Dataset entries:
==============================

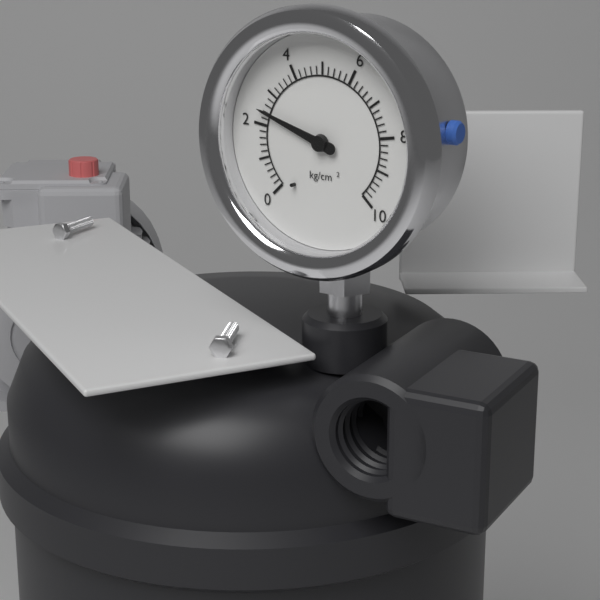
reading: 2.4 kg/cm²
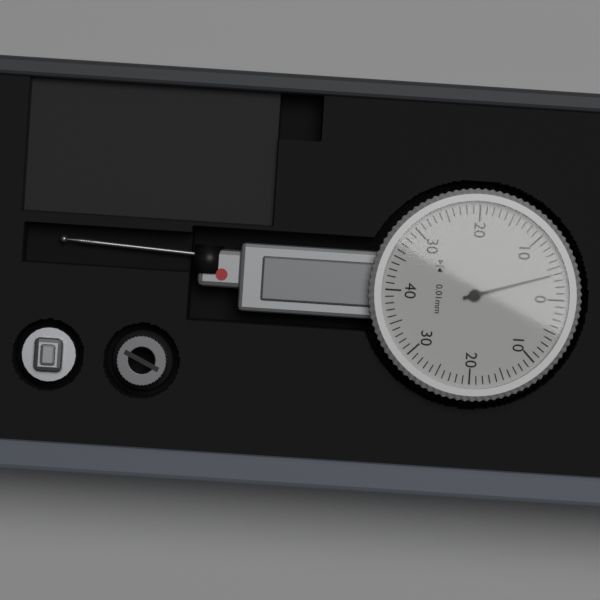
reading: 0.04 mm
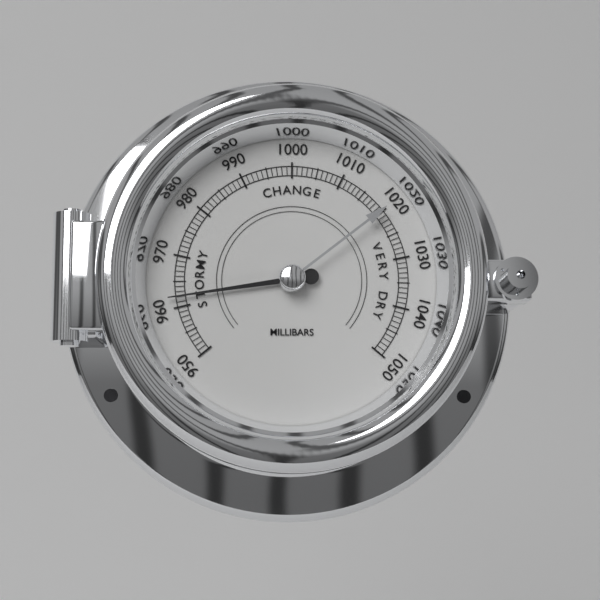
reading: 962 mbar
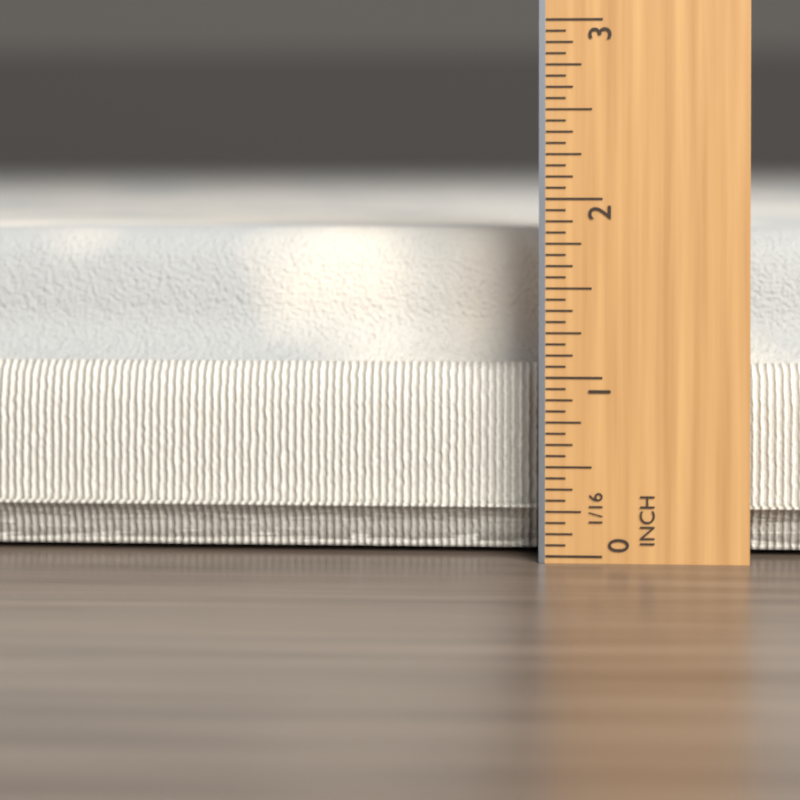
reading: 1.8125 in
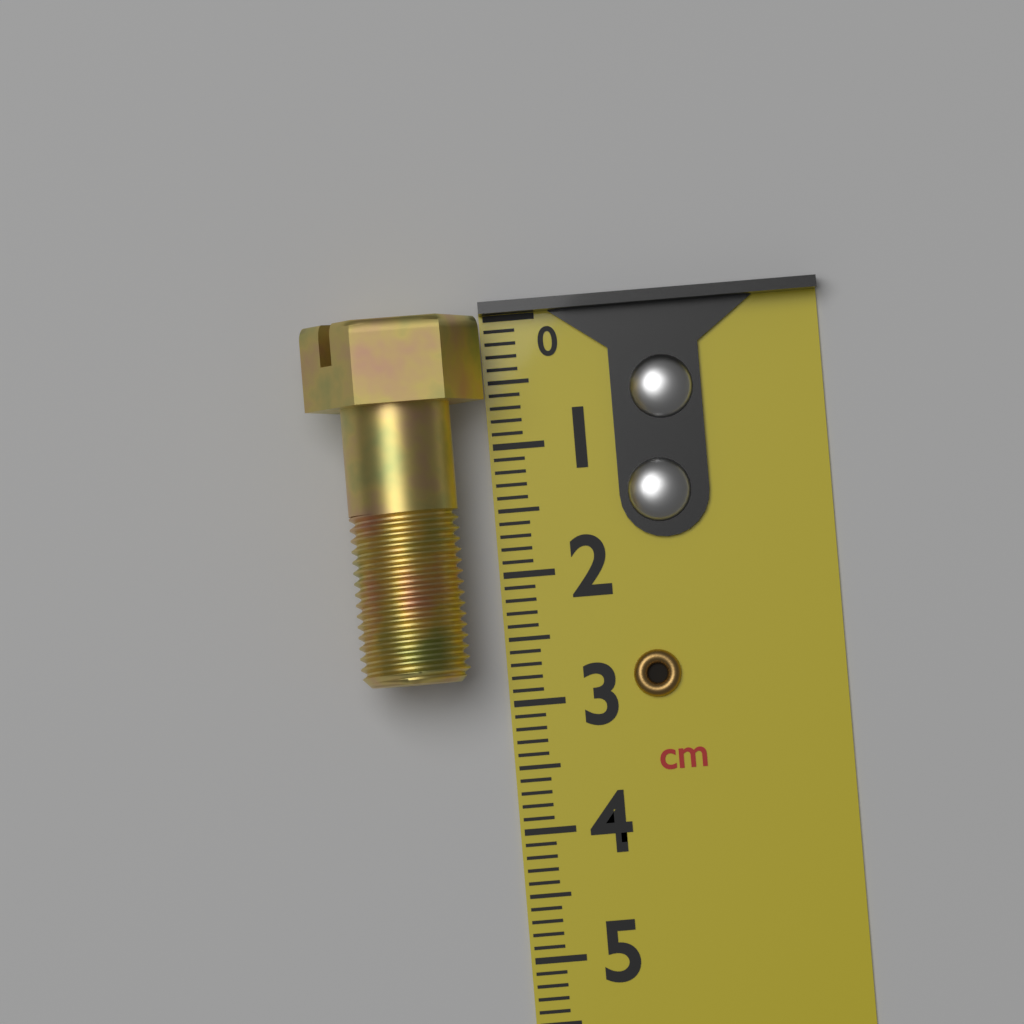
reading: 2.8 cm
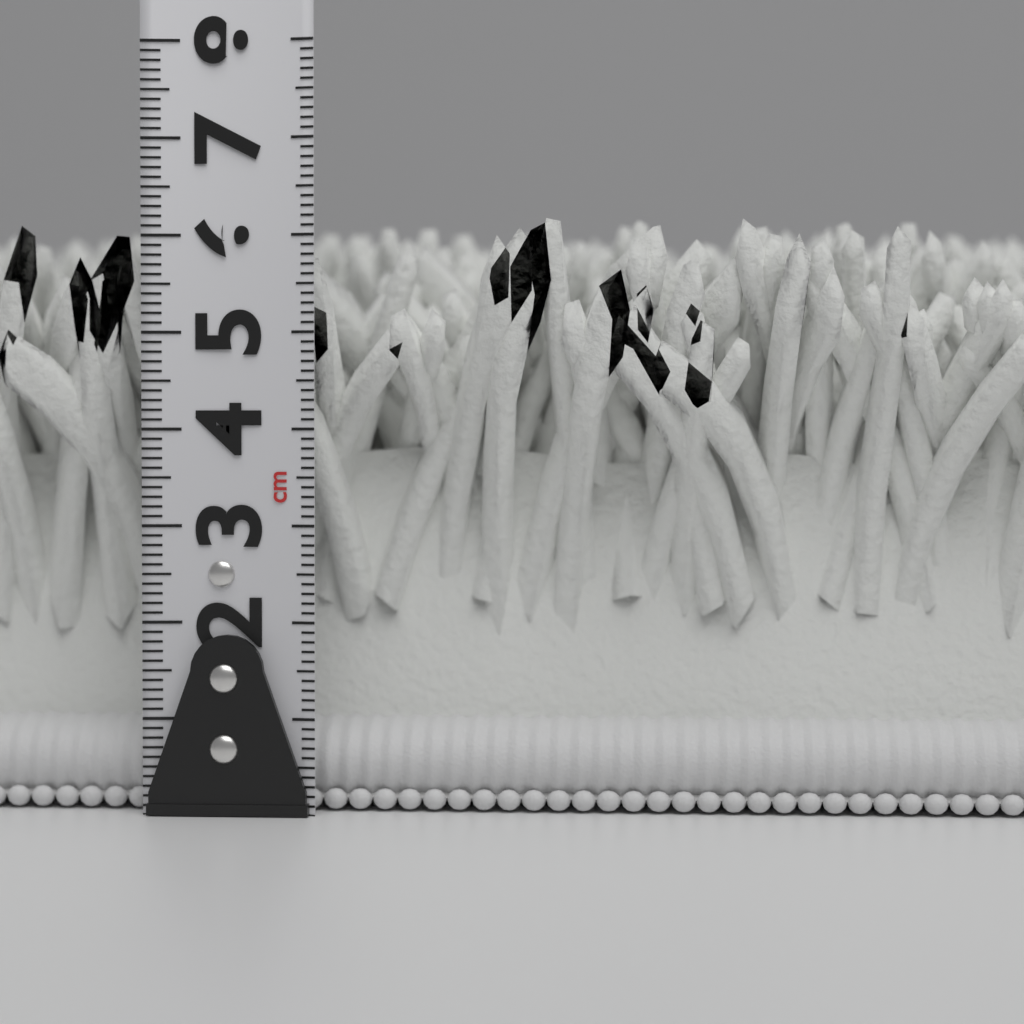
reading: 6.3 cm
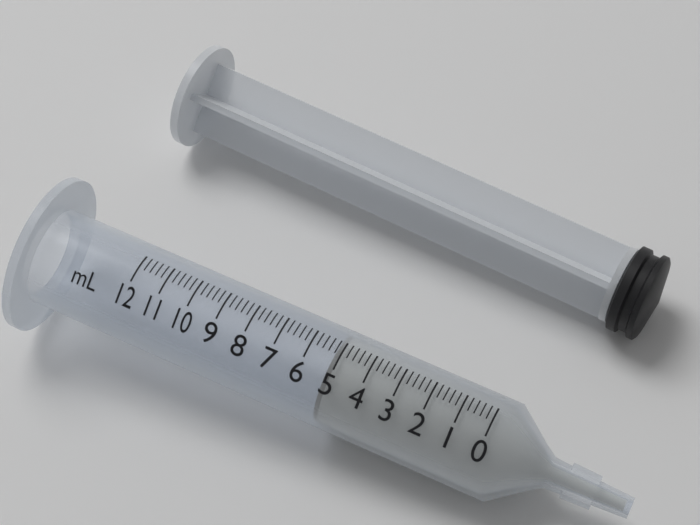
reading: 5.2 ml
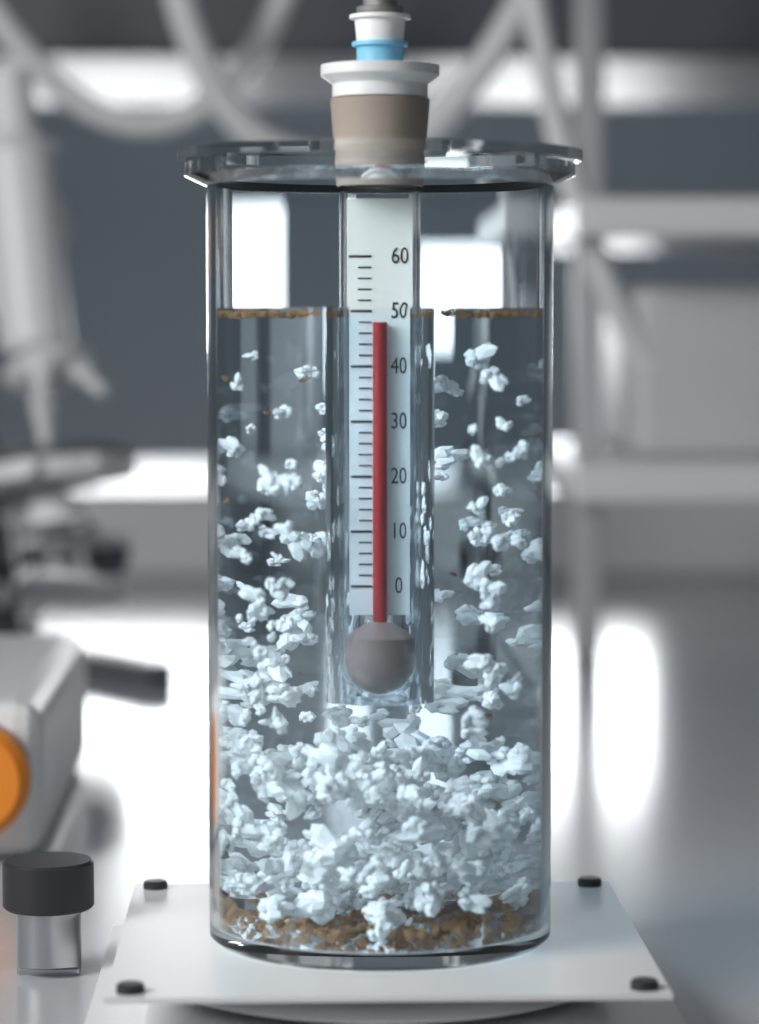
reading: 48 (no unit)
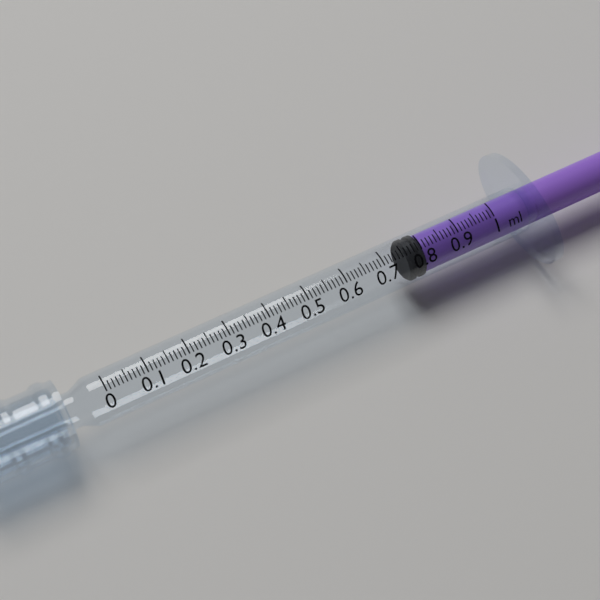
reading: 0.76 ml
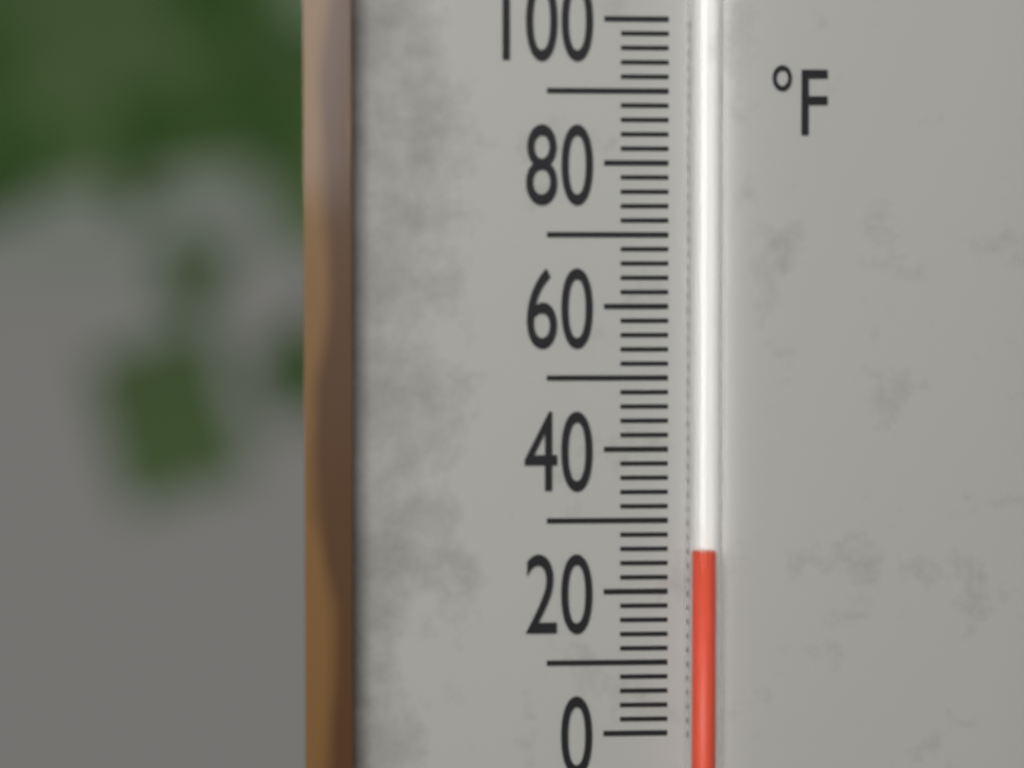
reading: 26 °F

==============================

- **Requirement**
Repeat every line above exactly, but omit all images.

- **Output for this task**
reading: 2.4 kg/cm²
reading: 0.04 mm
reading: 962 mbar
reading: 1.8125 in
reading: 2.8 cm
reading: 6.3 cm
reading: 5.2 ml
reading: 48 (no unit)
reading: 0.76 ml
reading: 26 °F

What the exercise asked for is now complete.